Robert Alter on Isaiah 5:7

  

justice . . . jaundice . . . righteousness . . . wretchedness. This translation proposes English equivalents for the Hebrew wordplay, where the meaning of the two second terms is somewhat different. The Hebrew is mishpat, “justice,” mispaḥ, “blight,” and tsedaqah, “righteousness,” tseʿaqah, “scream.” (Robert Alter, The Hebrew Bible, 3 vols. [New York: W. W. Norton & Company, 2019], 2:636)

 

Robert Alter on שְׂכִיָּה (KJV: Pictures) in Isaiah 2:16

  

lovely crafts.
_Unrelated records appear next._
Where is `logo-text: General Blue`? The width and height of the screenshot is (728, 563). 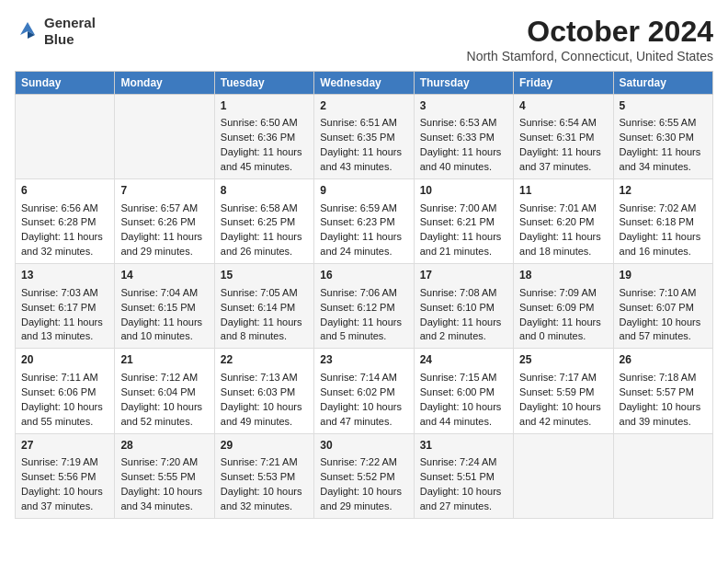
logo-text: General Blue is located at coordinates (70, 31).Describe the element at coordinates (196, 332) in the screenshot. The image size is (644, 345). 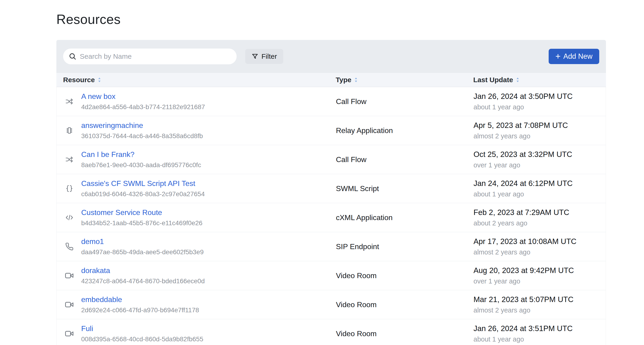
I see `resource-cell: Fuli 008d395a-6568-40cd-860d-5da9b82fb65…` at that location.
The translation follows a scholarly proposal for the noun sekhiyot, but its meaning is obscure, and the conclusion about what it might be is dictated chiefly by the poetic parallelism. (Robert Alter, The Hebrew Bible, 3 vols. [New York: W. W. Norton & Company, 2019], 2:629)

 

Sunday, May 3, 2026

Radak (David Kimhi) on Jeremiah 17:9

  

Radak on Jeremiah 17:9:1

עקוב הלב. לפי שדבר על הבטחון שהוא רע כשישים בטחונו באדם וזה תלוי בכונת הלב כמו שאמר ומן ה' יסור לבו כמו שפירש לפיכך דבר בכונת הלב ואמר כי הלב עקוב יותר מכל דבר כלומר מרמה כי יוכל אדם להראות בפיו ובמעשיו טוב ויהיה לבו רע ומי ידע זה בלתי האל לפיכך אמר מי ידענו. ואמר אני ה' חוקר לב והמרמה תלויה בלב לא בפה ובמעשה כי אף על פי שתהיה לפעמים המרמה בפה שיאמר דברים שהכונה בהם על שני פנים או יעשה מרמה בידיו הכל הוא בכונת הלב לפיכך אמר מכל כי אין דבר מרמה כמו הלב: (source)

 

The heart is crooked.” Since he has spoken about trust, which is bad when a person places his trust in man, and this depends on the intention of the heart, as he said, “and his heart turns away from the Lord,” as he explained, therefore he speaks of the intention of the heart and says that the heart is more crooked than anything else—that is, deceitful. For a person can appear with his mouth and in his actions to be good, while his heart is evil, and who can know this except God? Therefore he said, “Who can know it?” And he said, “I, the Lord, search the heart,” and deceit depends on the heart, not on the mouth or on action, for even though deceit is sometimes in the mouth, when one says things that are intended to be understood in two ways, or practices deceit with his hands, everything is according to the intention of the heart. Therefore he said, “above all things,” for nothing is as deceitful as the heart.

 

 

Radak on Jeremiah 17:9:2

ואנוש הוא. ענין כאב ושבר כמו אנוש כאבי אנושה מכתי ויאמר על דרך השאלה בכאב הלב ביגון או בדאגה או בעסקים רעים או במחשבה לפיכך אמר ואנוש הוא ואמר חרפה שברה לבי ואנושה:

 

And it is incurably sick.” This is a term for pain and brokenness, like “my wound is painful, my blow is severe,” and it is said figuratively of heartache, grief, worry, evil circumstances, or troubled thought. Therefore he said, “and it is incurably sick,” and he said, “My heart is broken with shame, and I am sick.”